Welcome to the new Energy Central — same great community, now with a smoother experience. To login, use your Energy Central email and reset your password.

The Role of Microgrid Controllers in Shaping Loads

A microgrid controller can assist utility companies as they plan how to manage a fully renewable, multi-directional, resilient grid.

By using microgrid controllers at important grid locations the system can offer swift, automatic control of assets. The automated controls can be utilized at substations, in front-of-the-meter and behind-the-meter microgrids, in utility-owned renewable energy resources like solar or wind farms, battery, hydrogen or other energy storage systems, as well as businesses and academic campuses.

Microgrid controllers are able to address many common grid challenges at a reduced cost and with lower disruption to operations than many more traditional systems. For example, when non-utility-managed DERs cause voltage fluctuations at a substation, a microgrid controller can use real-time control to keep the grid within normal parameters by maintaining swift (sub second) load management.

There are six ways in which microgrid controllers are beneficial to modern grid problems. Because many of these issues are interrelated, a single microgrid controller can solve several simultaneously.

The Case for Utilizing Microgrid Controllers

 

Improved Speed, Accuracy and Efficiency

Microgrid controllers help utilities, campuses, and communities manage and coordinate localized DERs and loads. They independently balance real and reactive power and efficiently dispatch resources for resiliency, power quality, and economic benefit. Because real-time controls make decisions using artificial intelligence based on data that is delivered 200 times faster than the sampling range of conventional SCADA systems, the controls provide an accurate snapshot of power quality that enables autonomy and instantaneous response to current conditions. This eliminates the multi-second lag times and need for human response inherent in SCADA systems. It also eliminates improvised workarounds for managing more DERs.

 

Stabilizing Intermittency

Clouds come and go, and EV drivers migrate between home and work in a collective pattern, creating shifts in supply and demand that can push local grid nodes from stable to struggling in a blink. Microgrid controllers provide frequency maintenance and keep microgrids or grid nodes in balance.

 

Load Shaping

Sometimes DER or EV adoption is much greater on one portion of the grid than the next. With microgrid controllers at multiple substations, grid operators can reshape a load profile and optimize across a broader portion of the system. They do this by creating a “sharing economy” where substations with excess energy share with substations in need.

 

Reducing Emissions

Utilities are working to reduce carbon emissions in the fight against climate change. Microgrid controllers help reduce reliance on fossil fuels by optimizing renewable sources and reducing their curtailment. They do so through time-synchronized and coordinated control of up to thousands of DERs.

 

Improving Resiliency

Natural disasters threaten electric grids. We have seen recently that wildfires, drought, hurricanes, and freezing weather can be serious issues. Microgrid controllers increase system resiliency and help avoid blackouts during unplanned events and extreme weather. They manage local voltage fluctuations and excursions, stabilize the grid by coordinating assets, and maintain service without interruption for systems like microgrids even during a grid outage.

 

Promoting Regulatory Support

Utilities need regulatory support to execute their grid road map and to win that support they must justify their expenses. Microgrid controllers save utilities and their customers money by improving current asset utilization. Utilities can obtain detailed insights about system performance and design a plan to release maximum value and the optimum position for emerging tariffs and market conditions.

This shows that microgrid controllers are one of the ways to ensure that supply and demand can be synchronized as we move towards an energy transition and net zero.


[Requirement] The line containing "I need the location" and every line after it to the end of the records: set those down exactly, without any pictures.

[Stored entries]
────────

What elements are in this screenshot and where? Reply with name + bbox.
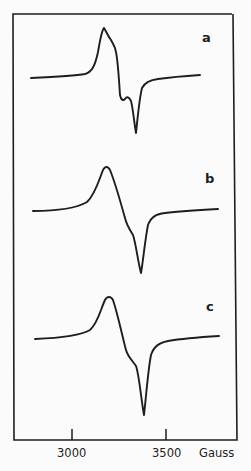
epr-spectra-figure: a b c 3000 3500 Gauss [0, 0, 251, 471]
axis-unit-label: Gauss [199, 446, 234, 460]
spectrum-a-curve [31, 28, 200, 133]
tick-label-3000: 3000 [57, 446, 86, 460]
panel-label-a: a [202, 30, 211, 45]
plot-area [0, 0, 251, 471]
spectrum-b-curve [33, 167, 218, 273]
panel-label-b: b [205, 171, 214, 186]
spectrum-c-curve [35, 297, 219, 415]
tick-label-3500: 3500 [152, 446, 181, 460]
panel-label-c: c [206, 299, 214, 314]
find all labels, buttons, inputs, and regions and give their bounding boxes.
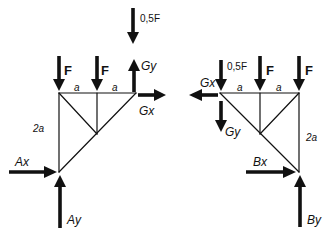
- ax-label: Ax: [14, 155, 30, 169]
- left-dim-a2: a: [112, 82, 118, 93]
- by-label: By: [307, 213, 322, 227]
- bx-label: Bx: [253, 155, 268, 169]
- right-dim-a1: a: [237, 82, 243, 93]
- right-half-f-label: 0,5F: [227, 61, 247, 72]
- left-half-f-label: 0,5F: [140, 13, 160, 24]
- left-f1-label: F: [64, 63, 72, 78]
- left-dim-2a: 2a: [32, 123, 45, 134]
- left-dim-a1: a: [74, 82, 80, 93]
- right-f2-arrow-icon: [293, 56, 305, 91]
- left-gy-arrow-icon: [128, 59, 140, 92]
- left-gx-label: Gx: [139, 104, 155, 118]
- right-inner-diagonal: [260, 93, 299, 134]
- left-f2-label: F: [101, 63, 109, 78]
- right-gx-arrow-icon: [189, 89, 218, 101]
- truss-free-body-diagram: 0,5F F F Gy Gx a a 2a Ax Ay: [0, 0, 327, 246]
- right-f1-arrow-icon: [254, 56, 266, 91]
- left-truss: [59, 93, 136, 172]
- right-f2-label: F: [305, 63, 313, 78]
- left-inner-diagonal: [59, 93, 97, 134]
- right-gy-label: Gy: [225, 125, 241, 139]
- right-half-f-arrow-icon: [215, 60, 227, 91]
- right-gx-label: Gx: [200, 76, 216, 90]
- left-gy-label: Gy: [141, 59, 157, 73]
- right-dim-2a: 2a: [305, 132, 318, 143]
- right-f1-label: F: [266, 63, 274, 78]
- ay-arrow-icon: [54, 175, 66, 228]
- left-half-f-arrow-icon: [127, 8, 139, 44]
- left-gx-arrow-icon: [138, 89, 166, 101]
- right-dim-a2: a: [276, 82, 282, 93]
- ay-label: Ay: [66, 213, 82, 227]
- by-arrow-icon: [294, 175, 306, 227]
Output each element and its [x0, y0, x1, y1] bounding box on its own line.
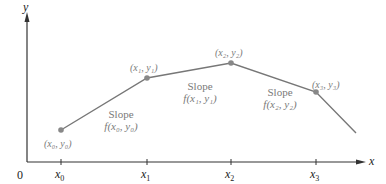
slope-expression: f(x₂, y₂) — [250, 98, 310, 110]
point-p1 — [144, 75, 150, 81]
point-p3 — [313, 89, 319, 95]
tick-label-x0: x0 — [55, 167, 64, 183]
y-axis-label: y — [23, 0, 28, 15]
origin-label: 0 — [17, 168, 23, 183]
slope-expression: f(x₀, y₀) — [96, 120, 146, 132]
slope-label-0: Slope f(x₀, y₀) — [96, 108, 146, 132]
point-label-p1: (x₁, y₁) — [130, 62, 158, 73]
tick-label-x1: x1 — [141, 167, 150, 183]
tick-label-x2: x2 — [225, 167, 234, 183]
point-label-p2: (x₂, y₂) — [215, 47, 243, 58]
point-label-p0: (x₀, y₀) — [44, 138, 72, 149]
point-p2 — [228, 60, 234, 66]
x-axis-arrow-icon — [356, 160, 366, 165]
x-axis-label: x — [369, 154, 374, 169]
slope-expression: f(x₁, y₁) — [170, 92, 230, 104]
slope-word: Slope — [250, 86, 310, 98]
slope-word: Slope — [96, 108, 146, 120]
slope-label-1: Slope f(x₁, y₁) — [170, 80, 230, 104]
point-label-p3: (x₃, y₃) — [312, 79, 340, 90]
slope-label-2: Slope f(x₂, y₂) — [250, 86, 310, 110]
slope-word: Slope — [170, 80, 230, 92]
point-p0 — [58, 127, 64, 133]
tick-label-x3: x3 — [310, 167, 319, 183]
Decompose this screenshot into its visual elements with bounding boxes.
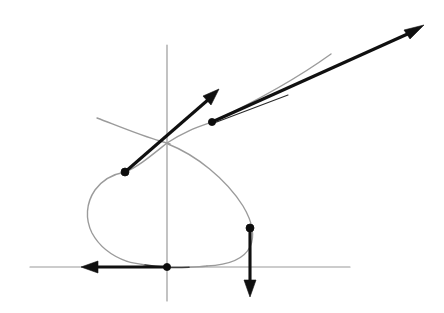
point-on-upper-left-branch (121, 168, 129, 176)
point-on-upper-right-branch (208, 118, 215, 125)
curve-diagram-svg (0, 0, 444, 313)
point-at-origin (163, 263, 170, 270)
point-on-right-loop (246, 224, 254, 232)
figure-canvas (0, 0, 444, 313)
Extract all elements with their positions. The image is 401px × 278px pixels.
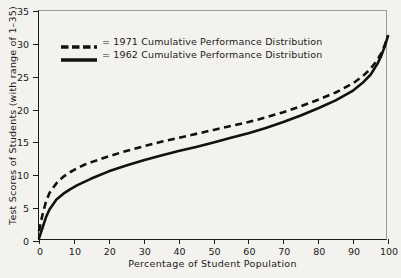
plot-area: 05101520253035 0102030405060708090100 = … — [38, 10, 387, 240]
y-tick-label: 15 — [17, 136, 29, 150]
x-tick: 60 — [248, 239, 249, 244]
legend-label-1962: = 1962 Cumulative Performance Distributi… — [102, 49, 322, 60]
x-tick-label: 80 — [313, 246, 325, 257]
x-tick-label: 90 — [348, 246, 360, 257]
x-tick: 30 — [144, 239, 145, 244]
y-tick-label: 20 — [17, 104, 29, 118]
x-tick-label: 10 — [69, 246, 81, 257]
y-tick: 30 — [33, 44, 39, 45]
y-axis-title: Test Scores of Students (with range of 1… — [7, 0, 18, 232]
legend-item-1962: = 1962 Cumulative Performance Distributi… — [61, 48, 322, 61]
x-tick: 90 — [353, 239, 354, 244]
x-tick: 80 — [318, 239, 319, 244]
y-tick: 35 — [33, 11, 39, 12]
x-tick-label: 0 — [37, 246, 43, 257]
x-tick: 40 — [179, 239, 180, 244]
chart-legend: = 1971 Cumulative Performance Distributi… — [61, 35, 322, 61]
chart-figure: 05101520253035 0102030405060708090100 = … — [0, 0, 401, 278]
y-tick: 10 — [33, 175, 39, 176]
y-tick-label: 25 — [17, 71, 29, 85]
y-tick: 15 — [33, 142, 39, 143]
x-tick-label: 70 — [278, 246, 290, 257]
x-tick-label: 100 — [380, 246, 398, 257]
series-line-1971 — [39, 36, 388, 231]
x-tick: 50 — [214, 239, 215, 244]
y-tick-label: 10 — [17, 169, 29, 183]
x-tick-label: 40 — [174, 246, 186, 257]
y-tick-label: 5 — [23, 202, 29, 216]
series-line-1962 — [39, 36, 388, 238]
legend-item-1971: = 1971 Cumulative Performance Distributi… — [61, 35, 322, 48]
legend-label-1971: = 1971 Cumulative Performance Distributi… — [102, 36, 322, 47]
x-tick: 100 — [388, 239, 389, 244]
y-tick-label: 35 — [17, 5, 29, 19]
y-tick-label: 0 — [23, 235, 29, 249]
y-tick: 5 — [33, 208, 39, 209]
x-tick: 20 — [109, 239, 110, 244]
x-tick: 10 — [74, 239, 75, 244]
x-tick-label: 30 — [139, 246, 151, 257]
x-tick: 0 — [39, 239, 40, 244]
solid-line-swatch — [61, 50, 97, 60]
x-axis-title: Percentage of Student Population — [38, 258, 387, 269]
y-tick: 25 — [33, 77, 39, 78]
x-tick-label: 60 — [243, 246, 255, 257]
dashed-line-swatch — [61, 37, 97, 47]
y-tick: 20 — [33, 110, 39, 111]
x-tick: 70 — [283, 239, 284, 244]
x-tick-label: 20 — [104, 246, 116, 257]
x-tick-label: 50 — [208, 246, 220, 257]
y-tick-label: 30 — [17, 38, 29, 52]
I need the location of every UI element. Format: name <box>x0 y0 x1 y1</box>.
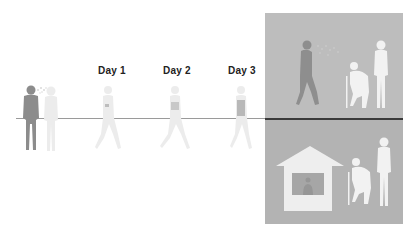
exposed-person-icon <box>44 87 58 152</box>
elderly-couple-home-icon <box>348 138 391 207</box>
infected-walker-icon <box>296 41 319 106</box>
day-1-walker-icon <box>95 86 121 149</box>
day-3-walker-icon <box>230 86 252 149</box>
elderly-couple-outdoor-icon <box>346 41 388 109</box>
day-2-walker-icon <box>160 86 190 149</box>
diagram-canvas: Day 1 Day 2 Day 3 <box>0 0 414 237</box>
figures-layer <box>0 0 414 237</box>
infection-particles-icon <box>317 45 339 56</box>
house-icon <box>276 146 344 211</box>
source-person-icon <box>23 86 39 151</box>
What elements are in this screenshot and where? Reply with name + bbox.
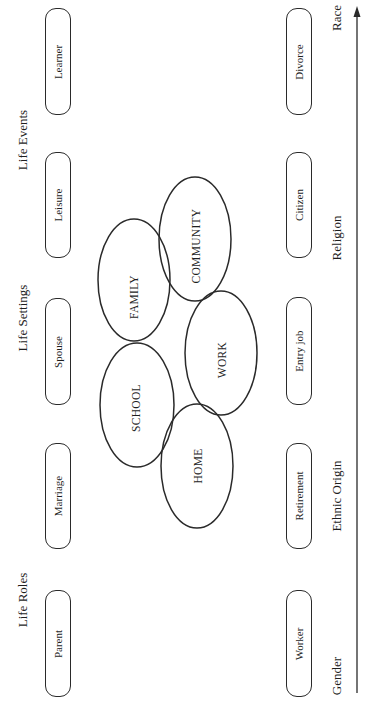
label-race: Race	[329, 5, 345, 31]
label-religion: Religion	[329, 216, 345, 261]
ellipse-label-family: FAMILY	[128, 275, 140, 319]
label-gender: Gender	[329, 657, 345, 695]
ellipse-label-home: HOME	[192, 448, 204, 483]
life-settings-ellipses	[0, 0, 369, 701]
context-arrow	[354, 6, 361, 693]
ellipse-label-community: COMMUNITY	[190, 209, 202, 284]
ellipse-label-school: SCHOOL	[130, 384, 142, 432]
ellipse-label-work: WORK	[216, 342, 228, 378]
arrow-head-icon	[354, 6, 361, 17]
label-ethnic-origin: Ethnic Origin	[329, 460, 345, 531]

────────

[Completed task]
I need the location of every UI element. Format: name <box>x0 y0 x1 y1</box>.
exposed-person-icon <box>44 87 58 152</box>
elderly-couple-home-icon <box>348 138 391 207</box>
infected-walker-icon <box>296 41 319 106</box>
day-1-walker-icon <box>95 86 121 149</box>
day-3-walker-icon <box>230 86 252 149</box>
elderly-couple-outdoor-icon <box>346 41 388 109</box>
day-2-walker-icon <box>160 86 190 149</box>
diagram-canvas: Day 1 Day 2 Day 3 <box>0 0 414 237</box>
figures-layer <box>0 0 414 237</box>
infection-particles-icon <box>317 45 339 56</box>
house-icon <box>276 146 344 211</box>
source-person-icon <box>23 86 39 151</box>
What elements are in this screenshot and where? Reply with name + bbox.
label-race: Race	[329, 5, 345, 31]
label-religion: Religion	[329, 216, 345, 261]
ellipse-label-family: FAMILY	[128, 275, 140, 319]
label-gender: Gender	[329, 657, 345, 695]
ellipse-label-home: HOME	[192, 448, 204, 483]
life-settings-ellipses	[0, 0, 369, 701]
context-arrow	[354, 6, 361, 693]
ellipse-label-community: COMMUNITY	[190, 209, 202, 284]
ellipse-label-school: SCHOOL	[130, 384, 142, 432]
ellipse-label-work: WORK	[216, 342, 228, 378]
arrow-head-icon	[354, 6, 361, 17]
label-ethnic-origin: Ethnic Origin	[329, 460, 345, 531]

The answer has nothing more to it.